This portion of the Cowlitz Valley does not depend alone upon its fertility for its future importance. There are extensive deposits of coal in the mountains which border the river, besides other mineral deposits which an increase of population will eventually bring into notice. There is, too, an almost inexhaustible supply of the finest fir and cedar upon the mountains which hem it in. The river, as might be conjectured, is a rapid stream, and cold from the snows of St. Helen. Its waters in summer, when the snows are melting rapidly, are white, from being mixed with volcanic ashes, or some disintegrated infusorial marl or chalk.
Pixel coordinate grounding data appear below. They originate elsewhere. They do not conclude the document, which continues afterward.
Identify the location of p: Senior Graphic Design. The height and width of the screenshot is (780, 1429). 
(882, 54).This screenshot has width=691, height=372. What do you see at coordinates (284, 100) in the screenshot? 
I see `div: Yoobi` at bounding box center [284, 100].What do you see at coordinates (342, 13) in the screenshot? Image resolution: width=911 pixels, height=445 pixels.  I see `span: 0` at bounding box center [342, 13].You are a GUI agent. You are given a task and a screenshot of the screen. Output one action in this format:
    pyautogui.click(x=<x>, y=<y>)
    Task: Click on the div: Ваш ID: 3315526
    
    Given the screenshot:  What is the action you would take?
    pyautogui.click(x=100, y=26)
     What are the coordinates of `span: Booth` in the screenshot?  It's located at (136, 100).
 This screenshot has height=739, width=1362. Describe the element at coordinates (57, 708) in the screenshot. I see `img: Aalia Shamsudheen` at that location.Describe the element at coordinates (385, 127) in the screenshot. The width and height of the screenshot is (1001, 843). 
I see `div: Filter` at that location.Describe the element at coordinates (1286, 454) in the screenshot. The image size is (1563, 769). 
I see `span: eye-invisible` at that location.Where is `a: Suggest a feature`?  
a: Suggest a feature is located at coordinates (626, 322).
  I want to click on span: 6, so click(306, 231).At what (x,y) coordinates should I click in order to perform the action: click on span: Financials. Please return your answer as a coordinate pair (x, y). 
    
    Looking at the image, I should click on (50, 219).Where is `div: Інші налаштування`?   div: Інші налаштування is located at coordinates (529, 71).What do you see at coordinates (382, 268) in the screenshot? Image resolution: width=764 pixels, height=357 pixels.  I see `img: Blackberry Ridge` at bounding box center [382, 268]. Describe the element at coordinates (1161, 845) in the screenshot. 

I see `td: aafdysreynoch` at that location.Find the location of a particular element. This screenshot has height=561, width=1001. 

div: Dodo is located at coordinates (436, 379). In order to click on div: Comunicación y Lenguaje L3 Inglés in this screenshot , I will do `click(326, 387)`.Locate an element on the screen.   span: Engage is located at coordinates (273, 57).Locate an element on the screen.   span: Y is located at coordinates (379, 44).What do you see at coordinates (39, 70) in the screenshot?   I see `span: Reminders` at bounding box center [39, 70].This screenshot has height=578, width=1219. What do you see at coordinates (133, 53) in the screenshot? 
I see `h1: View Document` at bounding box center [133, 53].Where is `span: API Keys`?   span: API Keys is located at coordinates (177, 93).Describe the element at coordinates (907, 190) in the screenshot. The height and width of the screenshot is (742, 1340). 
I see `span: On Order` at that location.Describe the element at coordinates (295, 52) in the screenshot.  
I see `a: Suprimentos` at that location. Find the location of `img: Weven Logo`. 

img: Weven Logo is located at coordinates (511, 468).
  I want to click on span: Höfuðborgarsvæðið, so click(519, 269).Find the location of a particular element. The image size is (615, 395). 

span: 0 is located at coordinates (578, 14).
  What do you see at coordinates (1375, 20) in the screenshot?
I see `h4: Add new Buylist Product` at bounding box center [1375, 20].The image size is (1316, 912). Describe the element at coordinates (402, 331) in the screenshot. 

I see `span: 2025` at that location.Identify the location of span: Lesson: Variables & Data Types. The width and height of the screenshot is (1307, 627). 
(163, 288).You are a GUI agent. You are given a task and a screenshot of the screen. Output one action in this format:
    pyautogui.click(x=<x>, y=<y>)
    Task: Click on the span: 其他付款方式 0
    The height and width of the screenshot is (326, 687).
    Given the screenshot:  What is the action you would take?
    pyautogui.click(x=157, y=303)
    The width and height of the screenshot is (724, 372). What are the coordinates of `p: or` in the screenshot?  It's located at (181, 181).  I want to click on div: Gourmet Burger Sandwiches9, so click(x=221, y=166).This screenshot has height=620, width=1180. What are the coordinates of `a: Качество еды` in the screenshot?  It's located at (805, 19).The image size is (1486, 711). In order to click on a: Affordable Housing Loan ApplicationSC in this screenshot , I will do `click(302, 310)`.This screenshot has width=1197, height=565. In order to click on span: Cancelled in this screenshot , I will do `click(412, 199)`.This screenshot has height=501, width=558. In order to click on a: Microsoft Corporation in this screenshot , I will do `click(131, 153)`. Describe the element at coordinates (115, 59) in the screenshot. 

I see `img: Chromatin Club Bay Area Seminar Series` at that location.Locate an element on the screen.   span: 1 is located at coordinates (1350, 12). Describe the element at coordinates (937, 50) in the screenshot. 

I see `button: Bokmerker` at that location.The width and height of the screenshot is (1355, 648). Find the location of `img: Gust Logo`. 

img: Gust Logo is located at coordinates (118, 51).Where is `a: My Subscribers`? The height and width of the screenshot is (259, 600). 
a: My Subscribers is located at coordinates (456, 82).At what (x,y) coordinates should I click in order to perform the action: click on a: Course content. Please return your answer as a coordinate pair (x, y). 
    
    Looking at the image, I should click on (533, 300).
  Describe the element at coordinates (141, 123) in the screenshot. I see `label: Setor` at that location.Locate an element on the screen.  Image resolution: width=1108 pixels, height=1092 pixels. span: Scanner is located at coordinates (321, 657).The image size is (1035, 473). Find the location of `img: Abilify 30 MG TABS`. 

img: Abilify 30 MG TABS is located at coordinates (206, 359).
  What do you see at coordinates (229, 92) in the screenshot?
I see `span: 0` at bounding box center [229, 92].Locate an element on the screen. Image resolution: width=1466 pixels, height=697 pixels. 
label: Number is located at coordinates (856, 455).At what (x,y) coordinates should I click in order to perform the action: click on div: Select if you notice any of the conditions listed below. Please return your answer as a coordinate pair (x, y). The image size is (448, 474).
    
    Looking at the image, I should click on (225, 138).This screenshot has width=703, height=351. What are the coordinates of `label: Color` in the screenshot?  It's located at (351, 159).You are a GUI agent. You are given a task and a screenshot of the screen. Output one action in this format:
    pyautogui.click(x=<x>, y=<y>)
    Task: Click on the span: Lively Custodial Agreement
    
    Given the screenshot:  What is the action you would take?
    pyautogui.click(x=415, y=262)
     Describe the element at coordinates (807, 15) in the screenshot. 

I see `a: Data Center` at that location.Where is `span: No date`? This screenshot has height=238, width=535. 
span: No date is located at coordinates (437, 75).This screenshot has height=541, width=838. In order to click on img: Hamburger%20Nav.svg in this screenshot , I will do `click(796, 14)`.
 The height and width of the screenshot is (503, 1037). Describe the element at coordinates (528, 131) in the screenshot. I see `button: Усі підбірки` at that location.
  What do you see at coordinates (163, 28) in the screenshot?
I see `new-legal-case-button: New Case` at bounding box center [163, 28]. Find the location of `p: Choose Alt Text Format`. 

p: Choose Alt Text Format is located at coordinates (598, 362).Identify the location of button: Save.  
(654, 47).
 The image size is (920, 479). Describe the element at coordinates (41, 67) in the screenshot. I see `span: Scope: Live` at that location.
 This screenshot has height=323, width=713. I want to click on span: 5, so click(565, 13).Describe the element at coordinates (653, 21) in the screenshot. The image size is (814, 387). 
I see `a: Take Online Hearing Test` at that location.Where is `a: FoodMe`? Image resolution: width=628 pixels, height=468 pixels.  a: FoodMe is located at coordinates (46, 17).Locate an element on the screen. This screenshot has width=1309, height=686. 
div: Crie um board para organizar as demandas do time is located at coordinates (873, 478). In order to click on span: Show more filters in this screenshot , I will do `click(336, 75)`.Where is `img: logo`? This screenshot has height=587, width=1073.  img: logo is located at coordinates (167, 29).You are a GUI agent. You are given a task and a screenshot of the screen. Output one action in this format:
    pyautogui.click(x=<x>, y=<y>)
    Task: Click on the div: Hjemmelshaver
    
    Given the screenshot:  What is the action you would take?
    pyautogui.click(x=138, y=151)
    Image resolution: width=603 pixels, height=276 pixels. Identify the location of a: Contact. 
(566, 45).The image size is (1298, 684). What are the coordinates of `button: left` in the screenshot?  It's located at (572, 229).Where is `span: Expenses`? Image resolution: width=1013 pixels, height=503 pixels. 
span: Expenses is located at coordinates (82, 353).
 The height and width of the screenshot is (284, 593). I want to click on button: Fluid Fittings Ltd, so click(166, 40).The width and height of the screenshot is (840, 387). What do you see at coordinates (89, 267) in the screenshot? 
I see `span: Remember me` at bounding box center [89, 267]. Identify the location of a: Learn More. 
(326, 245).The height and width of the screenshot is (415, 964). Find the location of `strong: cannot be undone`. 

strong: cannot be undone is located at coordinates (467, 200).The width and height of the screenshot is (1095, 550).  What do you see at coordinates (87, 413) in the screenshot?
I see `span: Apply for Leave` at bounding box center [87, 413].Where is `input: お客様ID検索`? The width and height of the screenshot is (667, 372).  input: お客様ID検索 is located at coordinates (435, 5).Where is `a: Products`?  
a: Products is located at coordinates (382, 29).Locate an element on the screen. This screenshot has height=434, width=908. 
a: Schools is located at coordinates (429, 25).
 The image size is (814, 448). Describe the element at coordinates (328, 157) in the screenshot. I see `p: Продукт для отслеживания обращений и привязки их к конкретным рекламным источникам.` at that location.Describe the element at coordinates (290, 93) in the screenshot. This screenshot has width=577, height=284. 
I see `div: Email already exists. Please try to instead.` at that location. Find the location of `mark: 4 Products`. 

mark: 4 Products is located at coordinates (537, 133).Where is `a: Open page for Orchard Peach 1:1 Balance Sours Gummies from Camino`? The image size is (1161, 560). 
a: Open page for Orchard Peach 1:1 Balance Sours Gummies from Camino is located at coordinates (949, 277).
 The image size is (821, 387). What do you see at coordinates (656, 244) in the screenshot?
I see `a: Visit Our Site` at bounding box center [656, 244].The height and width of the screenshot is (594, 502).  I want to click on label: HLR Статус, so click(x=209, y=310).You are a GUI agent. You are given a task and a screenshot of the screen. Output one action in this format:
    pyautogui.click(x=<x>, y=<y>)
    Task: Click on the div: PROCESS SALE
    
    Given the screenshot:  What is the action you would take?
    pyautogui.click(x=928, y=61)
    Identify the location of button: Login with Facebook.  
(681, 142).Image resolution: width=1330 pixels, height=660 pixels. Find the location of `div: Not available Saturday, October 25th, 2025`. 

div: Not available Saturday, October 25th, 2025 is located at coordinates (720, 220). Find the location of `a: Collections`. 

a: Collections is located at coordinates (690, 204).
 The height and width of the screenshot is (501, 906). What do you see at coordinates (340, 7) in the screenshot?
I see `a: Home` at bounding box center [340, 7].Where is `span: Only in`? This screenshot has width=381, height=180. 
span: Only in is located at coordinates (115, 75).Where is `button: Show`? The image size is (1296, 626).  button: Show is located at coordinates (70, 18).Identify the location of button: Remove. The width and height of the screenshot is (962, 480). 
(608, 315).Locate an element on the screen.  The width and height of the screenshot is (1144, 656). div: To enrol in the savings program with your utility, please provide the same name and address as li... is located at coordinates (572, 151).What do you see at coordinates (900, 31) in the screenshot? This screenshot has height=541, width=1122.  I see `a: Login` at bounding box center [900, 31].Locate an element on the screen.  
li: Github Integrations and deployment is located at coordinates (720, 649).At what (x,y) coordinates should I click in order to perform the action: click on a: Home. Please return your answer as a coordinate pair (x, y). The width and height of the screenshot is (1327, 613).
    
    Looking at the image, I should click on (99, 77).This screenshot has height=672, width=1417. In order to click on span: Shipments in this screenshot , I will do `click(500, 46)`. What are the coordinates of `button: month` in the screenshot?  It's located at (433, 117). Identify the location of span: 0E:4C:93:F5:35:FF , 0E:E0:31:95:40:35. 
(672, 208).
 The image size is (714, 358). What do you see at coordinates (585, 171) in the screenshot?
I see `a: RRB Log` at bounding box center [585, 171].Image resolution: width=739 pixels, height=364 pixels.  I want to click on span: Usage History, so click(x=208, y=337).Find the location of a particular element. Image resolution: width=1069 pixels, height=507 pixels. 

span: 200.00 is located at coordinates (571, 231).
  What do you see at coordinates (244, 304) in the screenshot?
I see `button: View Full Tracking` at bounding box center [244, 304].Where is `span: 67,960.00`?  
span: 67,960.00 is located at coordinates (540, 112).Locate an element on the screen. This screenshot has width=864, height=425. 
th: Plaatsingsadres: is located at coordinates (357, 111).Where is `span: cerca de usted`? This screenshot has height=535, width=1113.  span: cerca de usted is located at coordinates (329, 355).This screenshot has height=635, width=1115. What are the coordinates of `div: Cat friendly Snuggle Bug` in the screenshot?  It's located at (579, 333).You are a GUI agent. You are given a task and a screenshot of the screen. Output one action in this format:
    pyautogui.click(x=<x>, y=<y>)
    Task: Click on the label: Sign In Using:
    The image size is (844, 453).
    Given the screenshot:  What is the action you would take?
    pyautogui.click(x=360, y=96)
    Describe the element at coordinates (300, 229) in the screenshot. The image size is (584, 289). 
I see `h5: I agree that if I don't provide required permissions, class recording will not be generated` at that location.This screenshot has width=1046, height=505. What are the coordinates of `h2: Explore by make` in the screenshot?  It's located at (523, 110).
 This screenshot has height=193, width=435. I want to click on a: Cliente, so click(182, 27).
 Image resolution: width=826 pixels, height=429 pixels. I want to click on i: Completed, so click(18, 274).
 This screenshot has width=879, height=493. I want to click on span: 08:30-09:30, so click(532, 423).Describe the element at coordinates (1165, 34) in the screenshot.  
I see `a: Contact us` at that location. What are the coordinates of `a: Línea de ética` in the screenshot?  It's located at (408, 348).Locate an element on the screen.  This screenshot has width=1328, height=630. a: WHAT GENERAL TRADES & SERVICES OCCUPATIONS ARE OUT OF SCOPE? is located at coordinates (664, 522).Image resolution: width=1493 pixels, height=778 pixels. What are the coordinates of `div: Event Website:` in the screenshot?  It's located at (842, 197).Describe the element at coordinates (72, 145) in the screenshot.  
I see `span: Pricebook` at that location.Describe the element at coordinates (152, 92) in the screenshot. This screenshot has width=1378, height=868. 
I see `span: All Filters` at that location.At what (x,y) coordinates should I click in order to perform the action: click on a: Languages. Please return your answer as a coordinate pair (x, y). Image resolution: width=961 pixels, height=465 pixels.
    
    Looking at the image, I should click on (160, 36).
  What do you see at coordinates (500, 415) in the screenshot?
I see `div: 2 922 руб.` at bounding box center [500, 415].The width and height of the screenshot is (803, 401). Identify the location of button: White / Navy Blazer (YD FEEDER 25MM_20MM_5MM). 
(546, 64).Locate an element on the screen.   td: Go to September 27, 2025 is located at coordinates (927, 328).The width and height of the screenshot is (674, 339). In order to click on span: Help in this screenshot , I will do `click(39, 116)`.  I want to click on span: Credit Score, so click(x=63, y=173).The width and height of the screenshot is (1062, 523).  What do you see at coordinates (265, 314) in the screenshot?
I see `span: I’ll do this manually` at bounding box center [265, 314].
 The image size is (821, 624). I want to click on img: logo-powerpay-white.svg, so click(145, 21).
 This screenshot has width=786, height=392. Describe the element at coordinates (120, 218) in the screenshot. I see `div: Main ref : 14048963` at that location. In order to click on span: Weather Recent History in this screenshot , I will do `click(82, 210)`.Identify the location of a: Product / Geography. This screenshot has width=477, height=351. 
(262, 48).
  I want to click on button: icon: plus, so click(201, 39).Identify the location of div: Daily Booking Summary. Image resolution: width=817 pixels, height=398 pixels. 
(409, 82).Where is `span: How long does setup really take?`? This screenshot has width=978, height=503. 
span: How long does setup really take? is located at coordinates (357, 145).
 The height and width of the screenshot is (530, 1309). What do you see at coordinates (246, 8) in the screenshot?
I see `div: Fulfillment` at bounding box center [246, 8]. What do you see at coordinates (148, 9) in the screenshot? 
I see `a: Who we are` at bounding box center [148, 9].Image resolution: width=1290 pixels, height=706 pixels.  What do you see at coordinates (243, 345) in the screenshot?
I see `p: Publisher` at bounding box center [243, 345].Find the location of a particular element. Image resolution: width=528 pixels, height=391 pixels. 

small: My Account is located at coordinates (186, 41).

So disguised in a luxuriance of trees and shrubbery is the mouth of the Cowlitz that, when we are in the open Columbia, we can scarcely detect the place of our exit from it. Crossing over to the Oregon side, we find ourselves at Rainier, where lumber is manufactured, chiefly for export. The location of Rainier is, in many respects, fine; but, at present, there seems to be little besides the lumber trade to give it business, though there are a few excellent farms in the vicinity. Along here, on the Oregon side, is a tract of level land, extending back from the Columbia for some distance. It answers to the depression of the Cowlitz Valley; and it is remarkable that, wherever a stream comes into the Columbia large enough to be said to have a valley, there is on the opposite side a break in, or a curvature of, the highlands, making more or less level country facing the valley perpendicular to it, so that the valleys of the streams may be said to cross the Columbia, and, even, to be widest on the opposite side. Somewhere in here on the Oregon side is the Klaskanie, a stream with a fertile and cultivated valley on its head-waters, the mouth of the stream being far down the river, opposite Cathlemet.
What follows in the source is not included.